A national referendum is being held in Italy on the government's quest to overhaul the judiciary.

You have seen the solemn pageantry of the referendum, the people summoned to the ballot boxes to pronounce upon the judiciary. You have not yet looked for the citizen who will answer not with a vote, but with silence - his voice already softened by the long erosion of legal uncertainty, his rights already reshaped by laws that bend not to justice, but to political convenience. Let us follow the money - and the power - a little further, and introduce the person who has been left out of the account.

The government, we are told, seeks reform to make the courts swifter, cleaner, more accountable. A noble aim. The judges, on the other hand, resist, defending their independence like sentinels at the gate. The Prime Minister stands at the center, presenting the referendum as a sacred test of public trust. All very dramatic. All very visible.

But who is the unseen? Not the politician cheered at rallies, nor the magistrate fortified behind robes and rulings. The unseen is the shopkeeper in Bologna who cannot enforce a contract because the appeal drags on for ten years. The widow in Palermo who waits decades to inherit her home, while lawyers feast on fees and judges shuffle papers. The young lawyer in Naples who abandons the bar not for lack of zeal, but because the system rewards connections more than competence.

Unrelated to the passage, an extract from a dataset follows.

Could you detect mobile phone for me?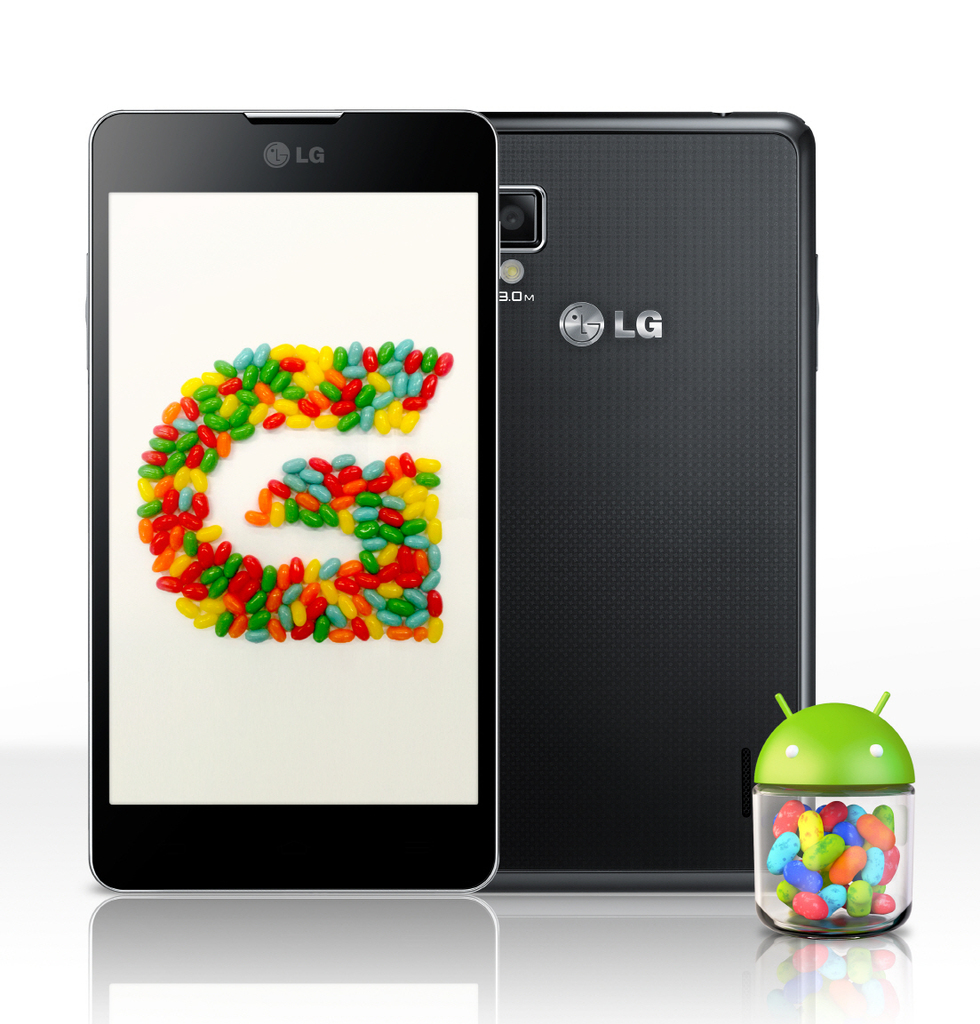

Let us follow the consequences. Suppose the reform passes. New mechanisms are introduced - faster dismissals, reallocated powers, political oversight of appointments. Jobs are created in the administrative branches of justice, new offices opened, new salaries paid. The government points to these and says: See? Progress! But what of the magistrate who now fears to rule against the state, knowing his tenure depends on favor? What of the litigant who suspects the court is no longer a scale, but a tool?

And if the reform fails? Then the judges retain their autonomy, but also their inertia. The courts remain slow, impenetrable, self-perpetuating. The people lose again - not from interference, but from absence. Justice delayed is justice denied, and no referendum can disguise that arithmetic.

The real question is not whether the state should control the judges, or the judges defy the state. It is whether justice can survive when both are players in the same political game. When the law becomes a weapon or a shield for whichever side holds power, the loser is always the same: the ordinary soul who believed, foolishly, that right and wrong would be judged on their merits.

So let us not speak of confidence in government, but of confidence in justice. Not of winning referendums, but of restoring a system where no citizen must ask, before entering a courtroom: Which side am I on - and who owes favors to whom?

The ballot will record a vote. But somewhere, in a dimly lit chamber or a cluttered solicitor’s office, a case is being postponed. That delay - that quiet injustice - that is the true result. Have you considered it?